Addressing African American infant mortality rates
Lower infant mortality rate among African Americans is focus of new pilot programs in California
MEDIA CONTACT |
Adam Blackstone |
February 27, 2020, Los Angeles, CA – (BPT) – The U.S. infant mortality rate has fallen over the last two decades, but major disparities remain – and carry serious implications for overall health. In 2017, the U.S. Centers for Disease Control and Prevention reported that:
- More than 22,000 babies died before the age of one.
- That’s a rate of 5.8 infant deaths per 1,000 births for the general population.
However, in that same year, the African-American infant mortality rate was 10.97 – more than twice the rates among white, Asian and Hispanic women. That’s nearly double the overall rate.
In California, the Los Angeles County Department of Public Healthreports that:
- Black babies are more than two times more likely than white babies to die in their first year of life
- The rate of preterm birth is 50 percent higher for African-American mothers than for white or Asian women.
- The mortality rate among African-American women during childbirth is nearly four times higher than that of white women.
Health Net, a health plan covering more than three million Californians, has established partnerships with local organizations in both South Los Angeles and Sacramento to address these issues.
Cherished Futures for Black Moms and Babies
In Los Angeles, Health Net awarded a two-year, $484,000 grant to help launch Cherished Futures for Black Moms and Babies, a program providing culturally-based training on implicit racial bias for five area hospitals – with an aim to improve birth outcomes and patient experience for African-American mothers in South Los Angeles and the Antelope Valley.
The program is part of the Communities Lifting Communities (CLC) initiative, sponsored by Health Net and the Hospital Association of Southern California (HASC) in partnership with the Public Health Alliance of Southern California. The pilot initiative will unite key decision makers from local birthing hospitals, public health, health plans, community-based organizations, advocates and patients to co-design systems-change interventions at three levels: clinical, institutional and community.
Cherished Futures for Black Moms and Babies also partners with the Los Angeles County African American Infant and Maternal Mortality Initiative, a countywide effort aiming to reduce the gap in infant mortality rates between white and African-American babies by 30 percent by 2023.
“Creating meaningful and sustainable shifts to advance birth equity takes time, energy, and purposeful leadership at all levels of the health care organization,” said Susan Harrington, CLC’s executive director. “The collaborative aims to establish a solid foundation through the development of an actionable implementation plan that is designed in partnership with black women and families in the communities with the greatest needs.”
The Black Child Legacy Campaign
In 2013, a Sacramento County Blue-Ribbon Commission Report identified a 20-year trend of African-American children dying at a disproportionate rates compared to all other race groups.
In response to this trend, the Sacramento County Board of Supervisors established the Steering Committee on Reduction of African-American Child Deaths. Their goal is to implement a plan to reduce African-American Child deaths in four areas, including:
- Perinatal conditions
- Sleep-related deaths
- Abuse and neglect
“These causes of infant mortality are largely preventable,” said Dr. Alex Chen, Chief Medical Officer at Health Net. “Creating a more responsive, culturally sensitive healthcare system, along with a community-based family support system, is key to preventing these tragic deaths.”
In conjunction with the program, Health Net awarded The Sierra Health Foundation $50,000 grant in 2017 to help launch the “Cultural Broker 95823 Partnership” This community engagement program promotes public awareness disparities in health pregnancy and birth outcomes among African-Americans living in the Sacramento County 95823 zip code.
So far, results have been positive. A recent report from the Black Child Legacy Campaign showed a 57 percent reductions in infant sleep-related deaths between 2013 and 2017, and a 33 percent reduction in the disparity compared to other children during the same period.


▶ What to produce:
Using the listing below, retype exactly the lines starting at the one with "You are a GUI" and ending at the one with "Task: Click on the a: Electric", and include both.

▶ Data for review:
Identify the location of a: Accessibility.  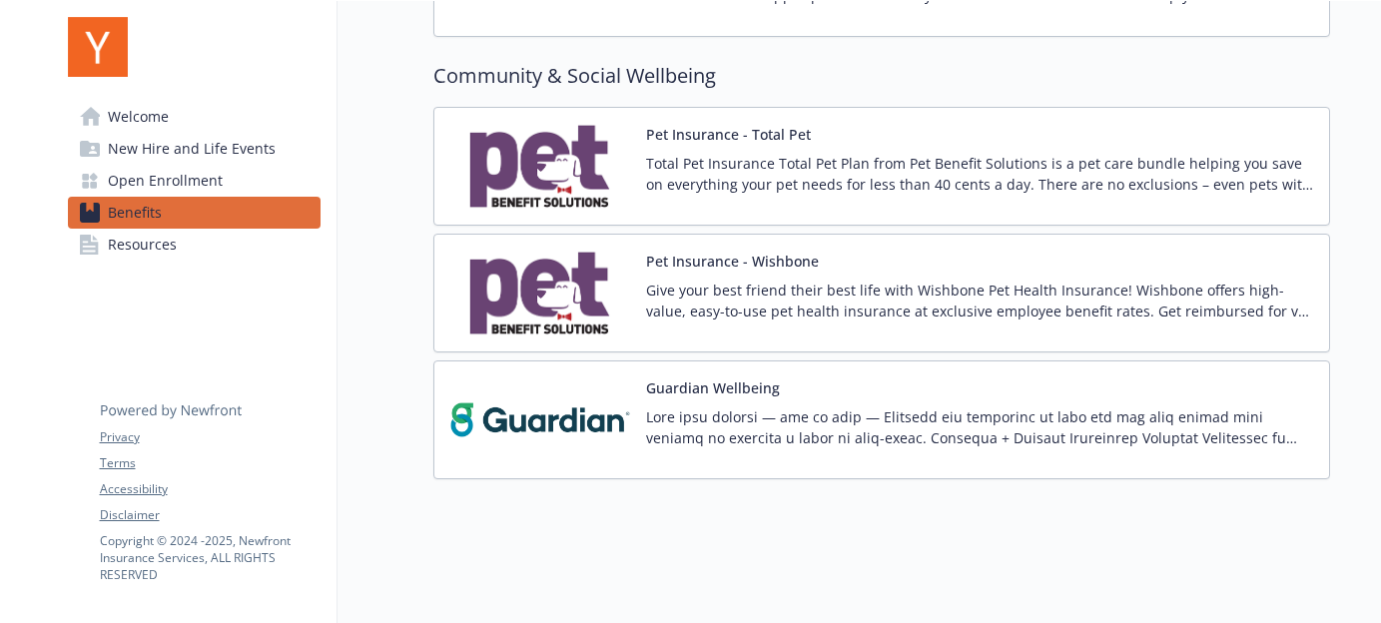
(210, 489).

* * *

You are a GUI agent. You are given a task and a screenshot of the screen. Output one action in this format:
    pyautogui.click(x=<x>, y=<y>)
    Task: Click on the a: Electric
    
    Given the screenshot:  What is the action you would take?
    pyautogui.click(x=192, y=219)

--

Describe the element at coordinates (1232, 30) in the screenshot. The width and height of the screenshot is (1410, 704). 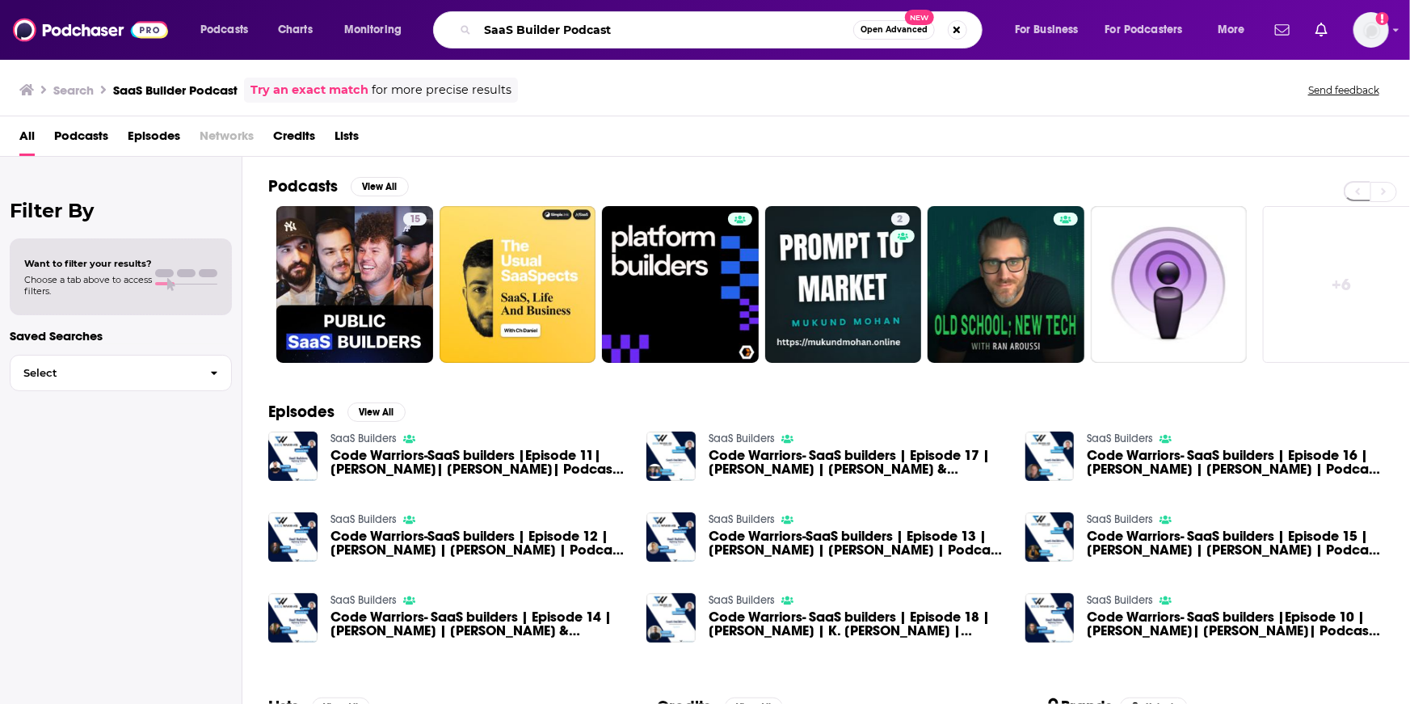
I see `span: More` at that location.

▶ Reply to the exercise:
You are a GUI agent. You are given a task and a screenshot of the screen. Output one action in this format:
    pyautogui.click(x=<x>, y=<y>)
    Task: Click on the a: Electric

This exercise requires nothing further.